Opinion: Boston Bombings must not damage American morale

The Boston Marathon bombings represent a troubling shift from ambitious terrorist attempts on well-secured airliners to domestic attacks that are harder to anticipate and defend against. Viewed in conjunction with high-profile massacres in Tucson, Aurora, and Newtown, these attacks give Americans good reason to feel less safe in public places. The horror of witnessing these events play out in real time can too easily creep into our collective psyche.

This tumult of violence leaves scars even beyond the grieving families and crippled victims. It impacts the innocence and openness of communities across the country. It deters us from reveling in the joy at the finish line of a hard-fought race. It brings suggestions of armed guards in elementary schools. It makes parents scramble for Teflon backpacks, and it keeps elected officials like Gabrielle Giffords from reaching out to their constituents at supermarkets and state fairs. Even as each tragedy brings Americans closer together, it drives us further apart by increasing collective suspicion of Muslims or the mentally ill.

It’s impossible to reclaim the feeling of utter safety the spectators at the Boston Marathon surely felt as they waited for their loved ones to cross the finish line. Moviegoers will shoot nervous glances at the theatre doors, half expecting an armed and masked maniac to emerge. We don’t have to live like this but, thanks to a handful of troubled young men, we will.

There is no case for naiveté, or apathy. Increased security at high-profile events, common-sense gun control measures in congress, and more cooperation and understanding between citizens and the law enforcement officers meant to protect them, will all help prevent tomorrow’s Times Square bomber or would-be shooter. But amid all of these precautions, Americans must try, as hard as it may be, to trust their neighbors, and to send their children off to school without wondering if they will come back alive. At the finish line at next year’s Boston Marathon, the runners should see their families and friends, not grim-faced policemen with AR-15s.

When he addressed the nation after Dzhokhar Tsarnaev was apprehended in Watertown, President Obama said to the brothers that they had failed in their objective. The scores of innocents who they maimed will walk again, work again, and live fully again. Each of the victims killed, from eight-year old Martin Richard to MIT campus policeman Sean Collier, lived a far more memorable life than either of the deranged pair. The city of Boston shut down, not out of fear, but out of an unshakeable resolve to see justice served. In trying to undermine American society, the bombers succeeded only in affirming what makes it beautiful.

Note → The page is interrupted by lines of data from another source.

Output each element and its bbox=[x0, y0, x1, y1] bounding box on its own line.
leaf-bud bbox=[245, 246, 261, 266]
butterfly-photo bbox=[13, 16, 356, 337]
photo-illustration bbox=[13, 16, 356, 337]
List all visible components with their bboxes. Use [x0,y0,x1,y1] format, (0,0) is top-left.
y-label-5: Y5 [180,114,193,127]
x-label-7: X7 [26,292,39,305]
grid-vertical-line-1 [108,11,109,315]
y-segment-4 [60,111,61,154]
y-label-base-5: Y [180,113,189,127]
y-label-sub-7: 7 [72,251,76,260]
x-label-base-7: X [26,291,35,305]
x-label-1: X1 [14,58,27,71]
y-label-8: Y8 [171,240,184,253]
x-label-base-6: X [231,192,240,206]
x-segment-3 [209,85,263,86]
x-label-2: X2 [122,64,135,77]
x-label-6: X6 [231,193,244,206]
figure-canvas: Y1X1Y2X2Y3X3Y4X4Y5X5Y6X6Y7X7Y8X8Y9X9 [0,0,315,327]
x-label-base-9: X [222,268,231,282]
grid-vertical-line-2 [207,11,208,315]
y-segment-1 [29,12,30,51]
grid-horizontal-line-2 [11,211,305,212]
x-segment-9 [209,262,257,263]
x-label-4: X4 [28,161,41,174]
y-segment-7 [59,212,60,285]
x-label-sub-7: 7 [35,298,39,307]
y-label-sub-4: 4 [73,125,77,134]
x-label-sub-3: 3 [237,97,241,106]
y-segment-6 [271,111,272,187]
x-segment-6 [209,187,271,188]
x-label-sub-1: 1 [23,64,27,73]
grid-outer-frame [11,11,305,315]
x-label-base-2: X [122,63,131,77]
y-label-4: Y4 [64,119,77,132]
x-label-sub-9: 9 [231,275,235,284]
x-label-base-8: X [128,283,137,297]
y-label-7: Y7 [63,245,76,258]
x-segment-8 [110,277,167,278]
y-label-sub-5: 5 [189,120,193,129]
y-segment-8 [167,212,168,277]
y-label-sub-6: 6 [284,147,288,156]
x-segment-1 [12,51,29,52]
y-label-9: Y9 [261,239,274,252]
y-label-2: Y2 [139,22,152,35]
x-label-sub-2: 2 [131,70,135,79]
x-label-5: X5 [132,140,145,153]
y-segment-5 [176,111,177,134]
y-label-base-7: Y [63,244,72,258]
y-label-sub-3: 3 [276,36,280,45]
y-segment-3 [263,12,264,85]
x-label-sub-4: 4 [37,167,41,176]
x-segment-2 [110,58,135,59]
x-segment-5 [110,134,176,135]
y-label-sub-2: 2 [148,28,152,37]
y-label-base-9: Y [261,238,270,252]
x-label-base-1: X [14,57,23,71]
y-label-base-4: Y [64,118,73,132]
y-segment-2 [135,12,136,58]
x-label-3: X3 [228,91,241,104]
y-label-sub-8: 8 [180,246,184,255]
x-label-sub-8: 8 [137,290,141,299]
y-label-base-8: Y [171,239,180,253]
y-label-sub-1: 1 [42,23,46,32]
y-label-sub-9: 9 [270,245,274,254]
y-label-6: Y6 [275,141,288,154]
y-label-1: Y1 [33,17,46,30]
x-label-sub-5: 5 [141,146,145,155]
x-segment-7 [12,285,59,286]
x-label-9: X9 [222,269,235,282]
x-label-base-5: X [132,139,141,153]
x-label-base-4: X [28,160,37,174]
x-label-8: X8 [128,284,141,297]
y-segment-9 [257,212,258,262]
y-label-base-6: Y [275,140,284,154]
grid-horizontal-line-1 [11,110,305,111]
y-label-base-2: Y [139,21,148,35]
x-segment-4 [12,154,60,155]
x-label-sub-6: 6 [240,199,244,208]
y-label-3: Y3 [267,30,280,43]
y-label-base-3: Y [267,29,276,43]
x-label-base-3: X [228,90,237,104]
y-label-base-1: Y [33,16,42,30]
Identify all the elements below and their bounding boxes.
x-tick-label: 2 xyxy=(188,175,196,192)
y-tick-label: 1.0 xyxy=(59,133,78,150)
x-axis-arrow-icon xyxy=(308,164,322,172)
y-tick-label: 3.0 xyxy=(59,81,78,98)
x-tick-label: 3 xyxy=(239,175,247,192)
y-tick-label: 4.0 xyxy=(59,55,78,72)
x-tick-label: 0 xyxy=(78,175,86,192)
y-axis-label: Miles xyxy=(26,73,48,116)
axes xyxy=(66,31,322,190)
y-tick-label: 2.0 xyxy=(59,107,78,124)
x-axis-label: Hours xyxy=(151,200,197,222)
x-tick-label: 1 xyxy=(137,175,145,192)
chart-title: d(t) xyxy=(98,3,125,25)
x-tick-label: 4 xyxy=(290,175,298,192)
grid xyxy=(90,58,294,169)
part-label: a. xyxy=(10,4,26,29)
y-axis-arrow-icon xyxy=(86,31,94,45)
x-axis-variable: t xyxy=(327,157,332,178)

But they will have won some small victory if their sick publicity stunt or political statement leaves as much paranoia as it does mourning. Whatever motivated them to pack pressure cookers with nails and ball bearings, it should not be allowed to make us look over our shoulders, or sleep with one eye open. Only then, can we say with absolute assurance that America has endured, once more triumphing over the hate of our enemies.